Notice how he completely begs the question by assuming that ecclesiastical precedent is the only relevant consideration. He begins and ends with the church: a perfectly vicious circle.
That comes from the very fact that the Apostles had an authority that the laity did not have.
Of course, that’s a non sequitur. The fact that the Apostles had an authority which the laity doesn’t enjoy doesn’t imply that church councils or the church of Rome has an authority that the laity doesn’t enjoy. Notice that Bryan doesn’t offer even the semblance of an argument to bridge his two claims.
So Steve's position (if I'm understanding him correctly) implies that the Apostles did not confer authority on their episcopal successors.
Bryan is equivocating on three grounds:
i) ”Episcopal” doesn’t mean the same thing in NT usage that it means in Catholic usage.
ii) ”Succession” doesn’t involve the same concept in NT ecclesiology that it does in Catholic ecclesiology.
iii) What “authority” are we talking about? Do elders enjoy a measure of administrative or disciplinary authority? Yes.
Do elders enjoy interpretative authority? Not by virtue of their office. At most, they enjoy the interpretive authority of an expert witness, assuming that they do, in fact, bring some expertise to the exegesis of Scripture. Sometimes true, sometimes false. Depends on the individual. Some laymen are more competent to interpret the Bible than some pastors.
But just left a book (in the form of gospels and epistles scattered about the empire), and each Christian to decide for him or herself what that book means, in a kind of egalitarianism with respect to ecclesial authority.
Several problems:
i) As usual, Bryan begins with what he deems to be an unacceptable consequence. He then reasons back from the consequence to what he deems to be the correct alternative. This is pure, armchair speculation. Bryan does theology the way a creative writer composes a novel. You end up with an imaginative construct from start to finish.

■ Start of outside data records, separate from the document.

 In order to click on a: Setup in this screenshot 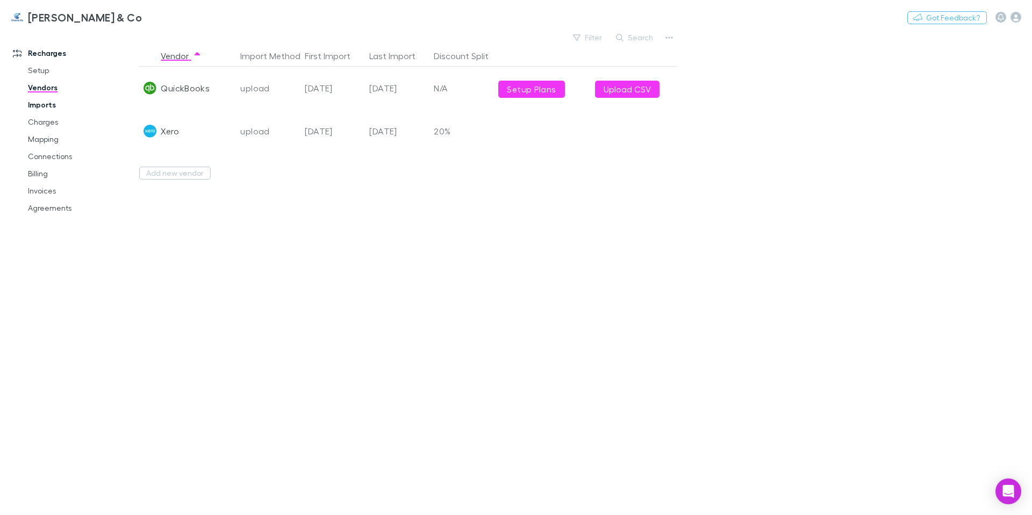, I will do `click(81, 70)`.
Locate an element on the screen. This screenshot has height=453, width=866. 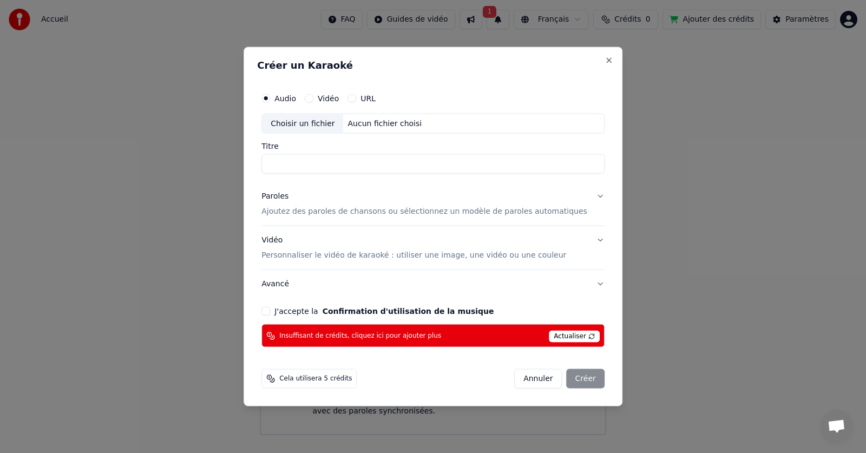
label: Titre is located at coordinates (433, 146).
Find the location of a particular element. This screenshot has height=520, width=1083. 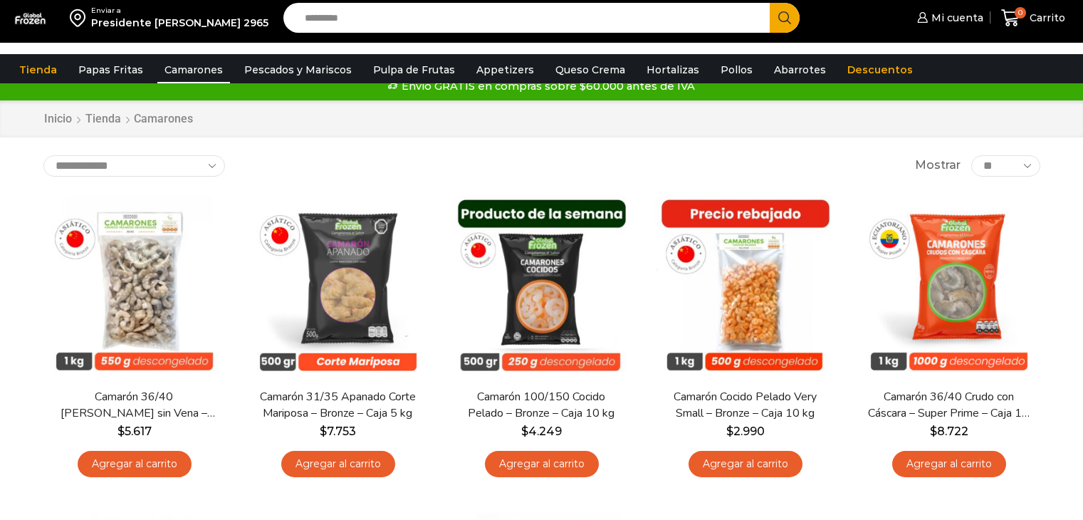

span: Mi cuenta is located at coordinates (956, 18).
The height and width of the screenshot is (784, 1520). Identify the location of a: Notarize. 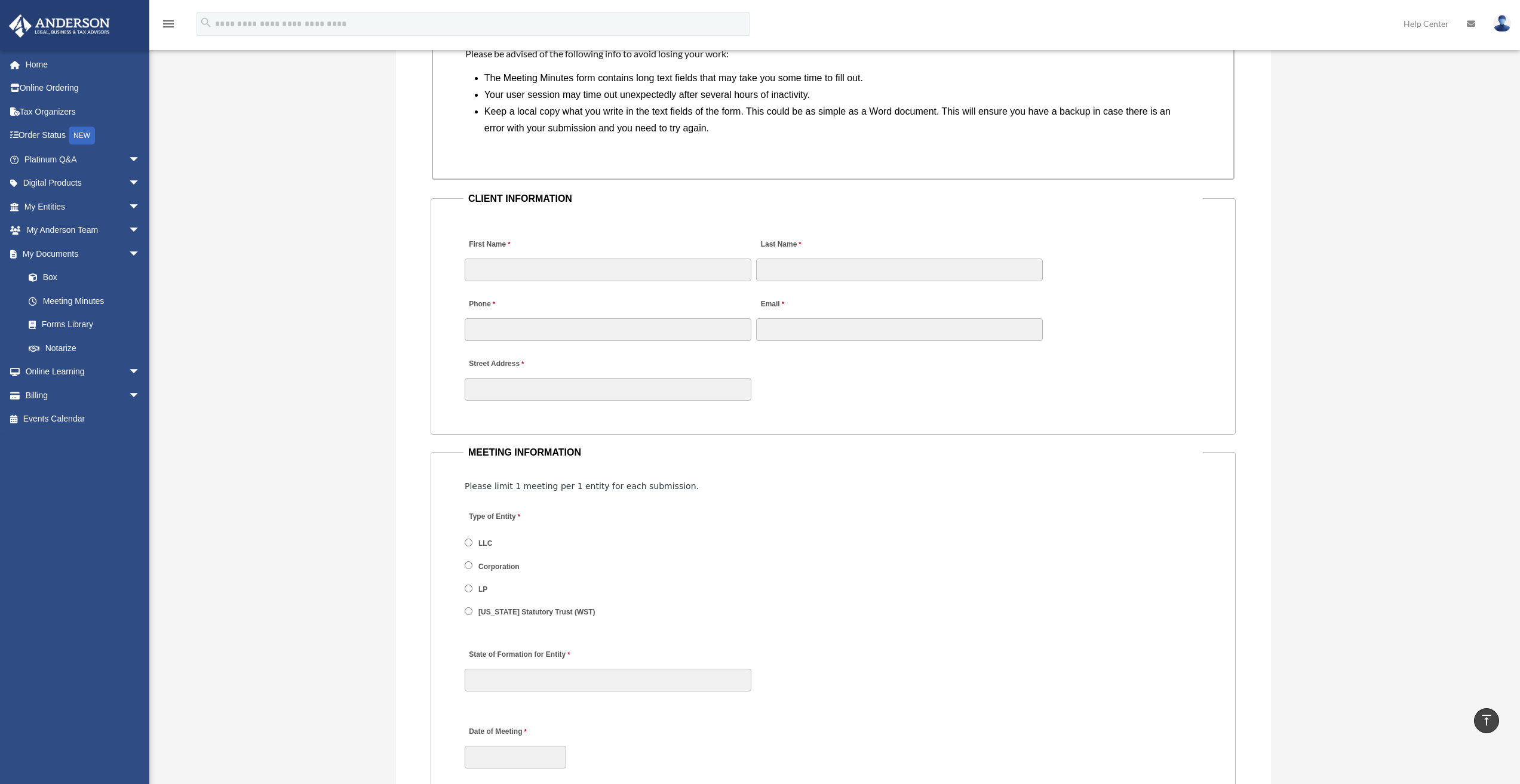
(87, 348).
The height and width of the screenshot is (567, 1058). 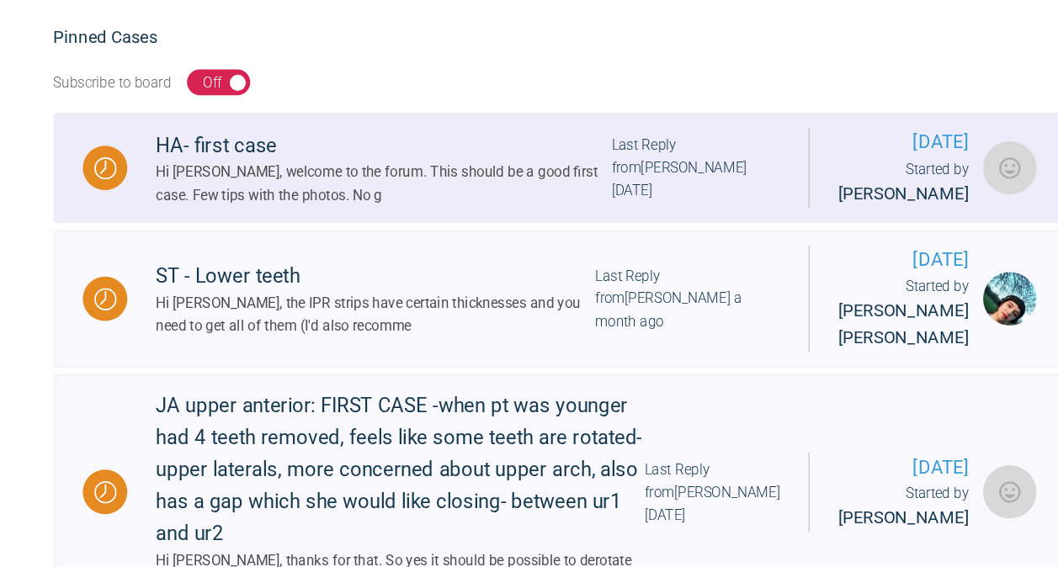 I want to click on h2: Pinned Cases, so click(x=529, y=35).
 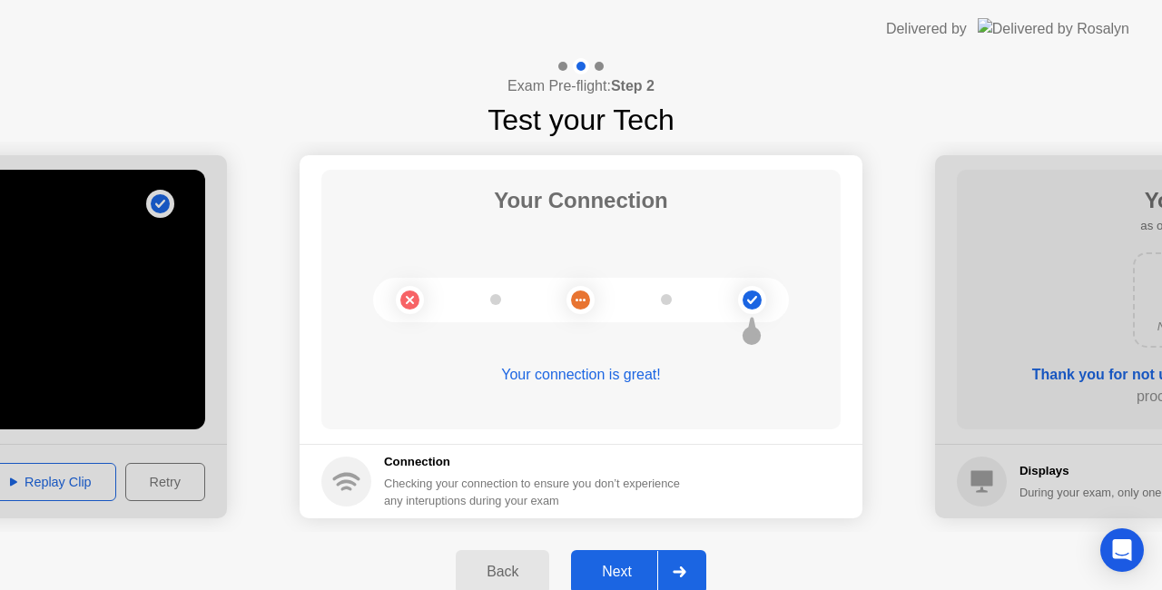 What do you see at coordinates (581, 86) in the screenshot?
I see `h4: Exam Pre-flight:` at bounding box center [581, 86].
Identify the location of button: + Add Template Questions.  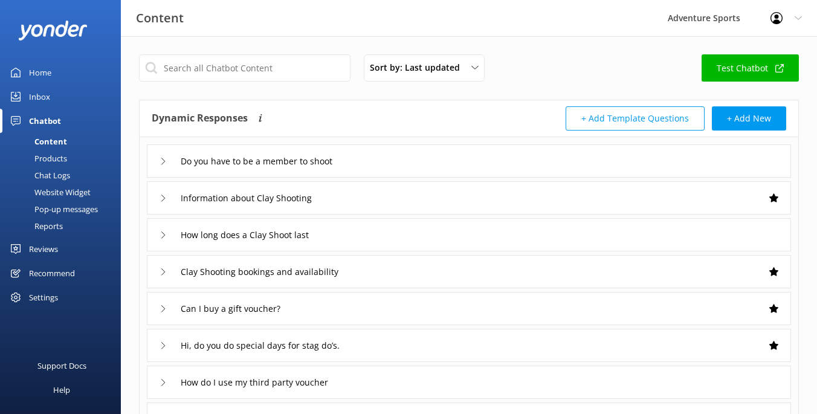
(635, 118).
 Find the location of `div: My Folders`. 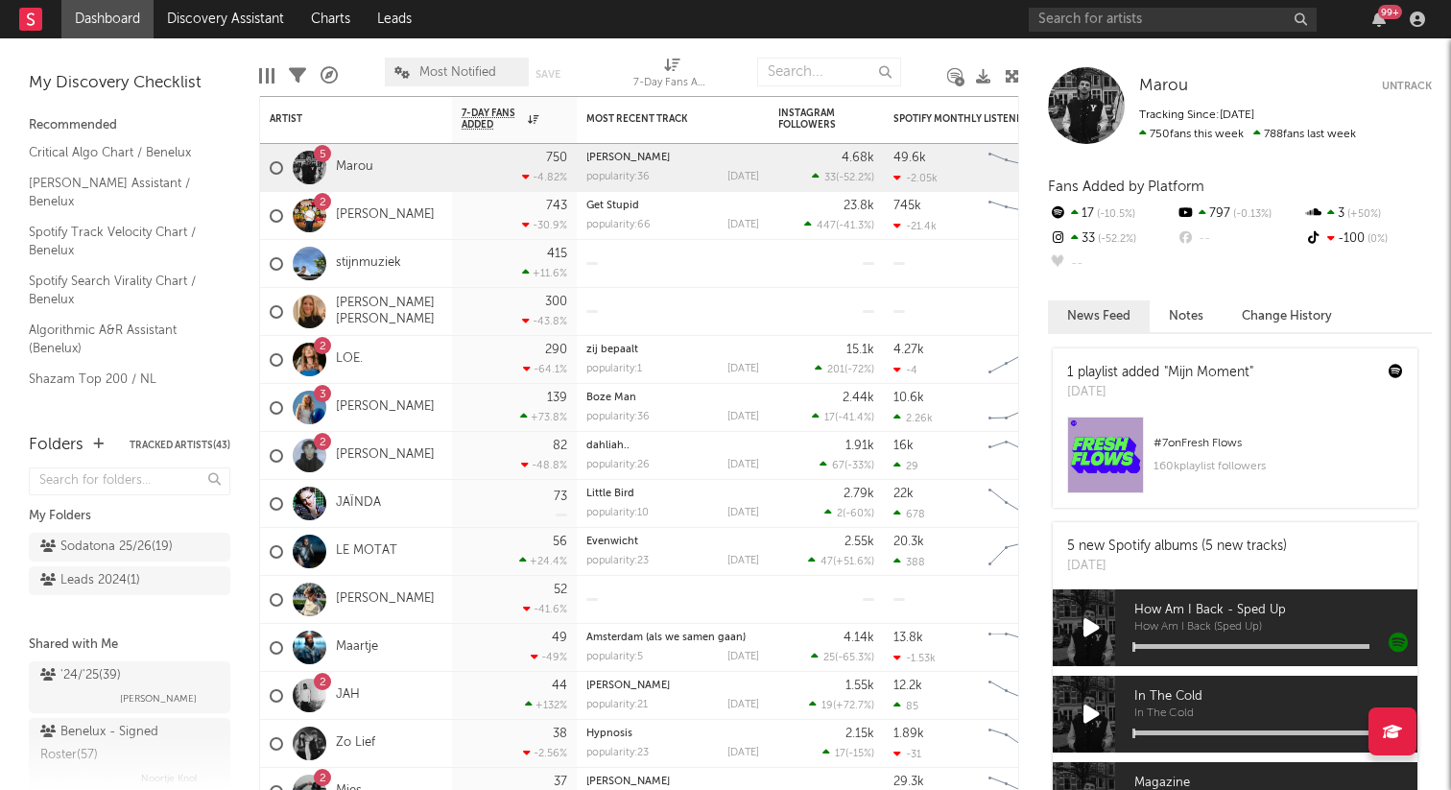

div: My Folders is located at coordinates (130, 516).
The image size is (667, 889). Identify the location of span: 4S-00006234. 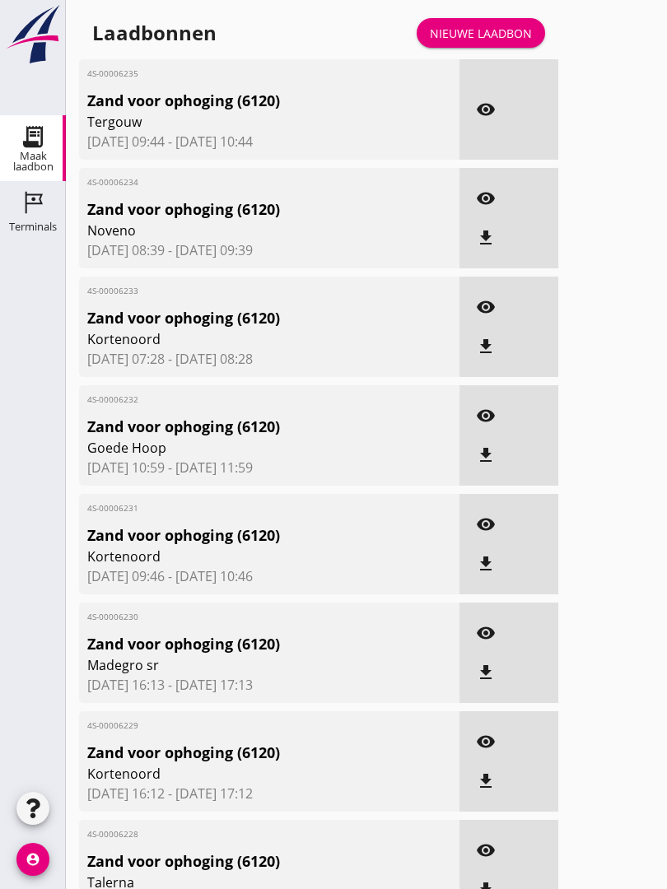
(239, 182).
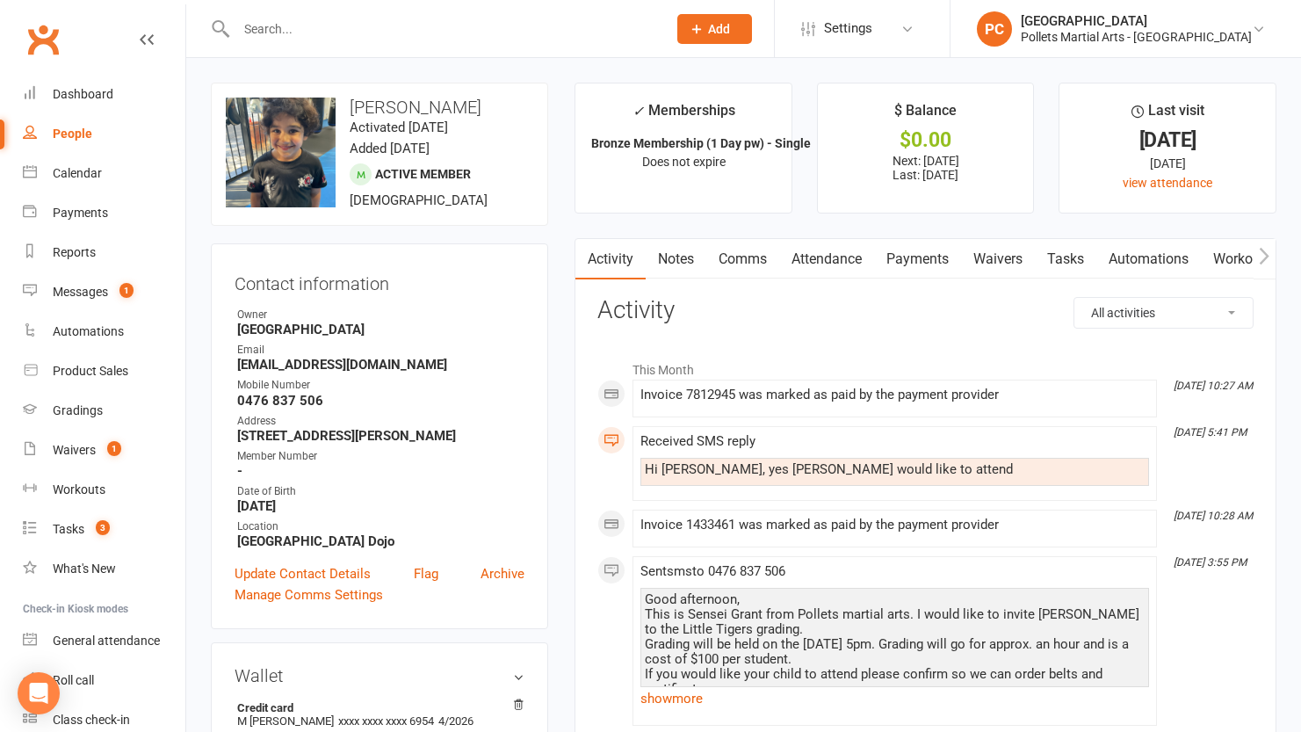  Describe the element at coordinates (39, 693) in the screenshot. I see `div: Open Intercom Messenger` at that location.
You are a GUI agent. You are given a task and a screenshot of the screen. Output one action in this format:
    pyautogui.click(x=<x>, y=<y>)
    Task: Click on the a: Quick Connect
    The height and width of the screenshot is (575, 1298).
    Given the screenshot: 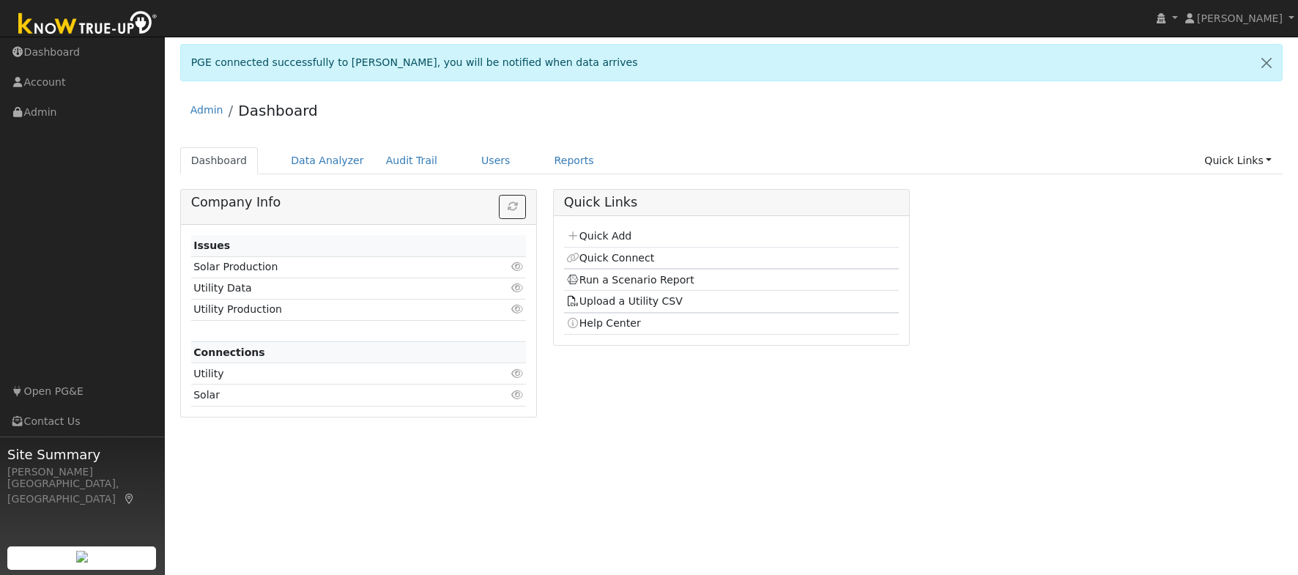 What is the action you would take?
    pyautogui.click(x=610, y=258)
    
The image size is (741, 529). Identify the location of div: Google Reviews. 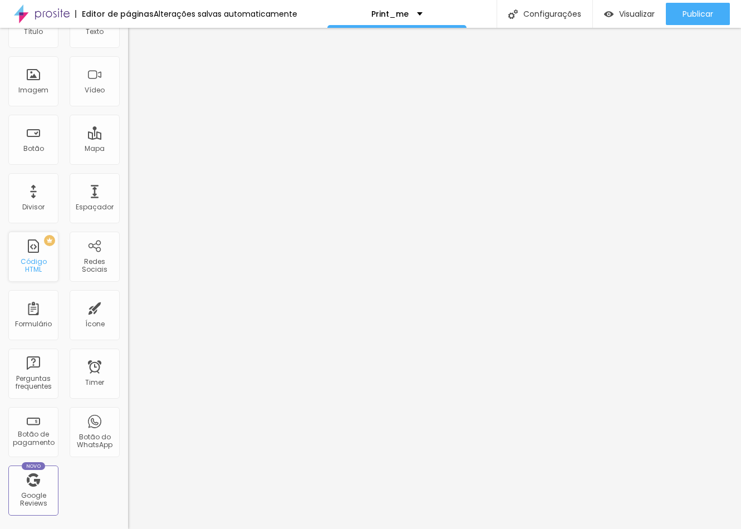
(33, 499).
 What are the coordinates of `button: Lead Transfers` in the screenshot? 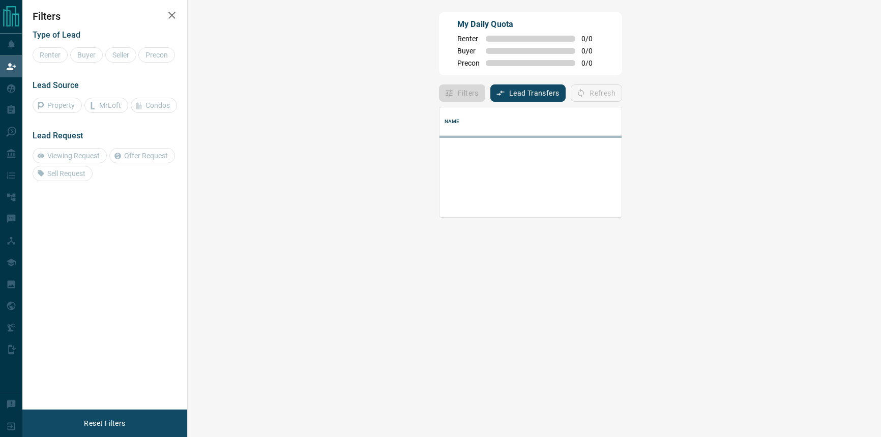 It's located at (528, 93).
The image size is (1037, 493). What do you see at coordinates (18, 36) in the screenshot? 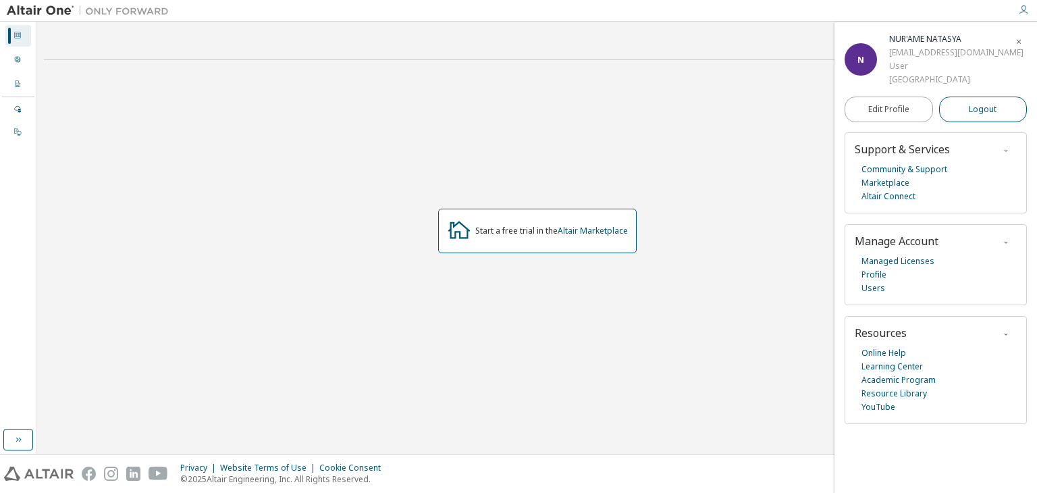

ii) What is Bryan’s practical alternative? He doesn’t have one. For example, how many medieval peasants were adequately catechized in the dark ages? Haven’t there being many times in church history when the Rome lacked the resources to properly indoctrinate the laity?
Or take our own time. Given the acute shortage in the priesthood, the average priest hardly has the spare time to study the Bible or historical theology on a regular basis. And he doesn’t have the spare time to give individual Catholics the ethical or theological guidance they need. He’s overworked. Far too few priests to go around.
Why do so many Catholic layman find it necessary to turn to other Catholic layman for advice? Why do they go to do-it-yourself “experts” like Karl Keating and Dave Armstrong for their knowledge of Catholic dogma and moral theology?
Bryan’s denomination doesn’t measure up to his own criterion. Bryan poses a problem. He proposes a solution. But even if we conceded all of his gratuitous assumptions, his denomination fails to solve the problem he posed for it.
iii) Am I an “egalitarian” about the interpretation of Scripture? No. Some people have more aptitude than others. Some people have more training than others.
However, as I’ve said many times before, even a Bible scholar shouldn’t invoke his own “authority” to justify his interpretation. He needs to argue for his position. And his process of reasoning must be subject to the evaluation of the reader.
I don't find that notion in the fathers at all.
Which begs the question.
Nor could unity possibly be a mark of the Church had that been the case.
Which begs the question.
Notice his stipulative methodology. He simply posits that the church must exhibit this mark or that.
BTW, exactly how many marks of the church are there? Four? Fifteen?
http://www.crossroadsinitiative.com/library_article/740/15_Marks_of_the_Catholic_Church_Robert_Bellarmine.html
Should we split the difference?
Bryan worships at the altar of a fictitious church.